We can only choose to be chosen. That is all. Jesus chooses; the initiative is his. But that is already a great deal. So great a deal, in truth, that we shall spend our eternity dizzily, ecstatically trying to grasp it.

But to speak of the present, one thing seems fairly clear. (And given the American church, what follows is bound to be a minority, even a miniscule, opinion.) We cannot at one and the same time choose America and be chosen by Christ. We cannot serve God and mammon. “Mammon” here being a catchall word for that ball of snarls, that concatenation of money, sexism, racism, consumerism, appetite and futility and nausea, that fork in the tongue of authority, that tic of violence, that dread of neighbor, that night sweat at the presence of death—let us say, those 15 or so infernal “mysteries” to whose worship the culture summons us. To adore. To be depraved and deprived and degraded and disenfranchised. And then, to be transformed. In the image of that which we adore: stocks and stones and neutron bombs.

Advertisement

And finally, the whole thing explodes. As it was meant to do. That is to say, the ruling image and reality of our lives becomes a nuclear one. We cannot get things together, keep them together. Neither marriage nor friendship nor a reasonably sane sense of ourselves nor a modest place in the world. We are bombed out by the demons. All of which perhaps brings us back to our subject, to that non-nuclear, companionable, compassionate found object.

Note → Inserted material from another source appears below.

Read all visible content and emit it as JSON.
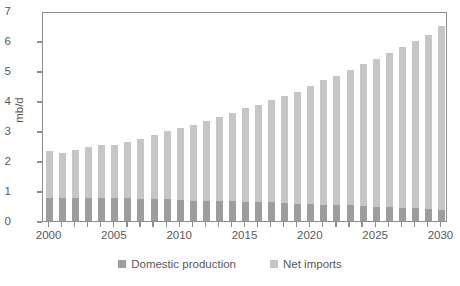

I don’t want to come on as a pusher for the rosary. We have too many pushers already—for almost every gimmick under the sun. Who needs gimmicks? We need only to be still, to resign from rat races where a few win and many lose and all, according  to the metaphor, are reduced to rodents. We need our humanity, that lost object. Can the rosary help us? Will we one day cry aloud in exaltation like the woman Jesus tells of who found her lost coin? We, having found our precious, lost, squandered sense of ourselves? There is not one mystery of the 15 that is not also a clue to who we are, to where we come from, to where we might go. In a night without stars.

Advertisement

This article appeared in the October 1978 issue of U.S. Catholic (Vol. 43, No. 10, pages 24-25).

Image: Flickr photo cc by FateDenied

Advertisement

About the author

Father Daniel Berrigan

Jesuit Father Daniel Berrigan was an anti-war activist, poet, and author. He died in 2016.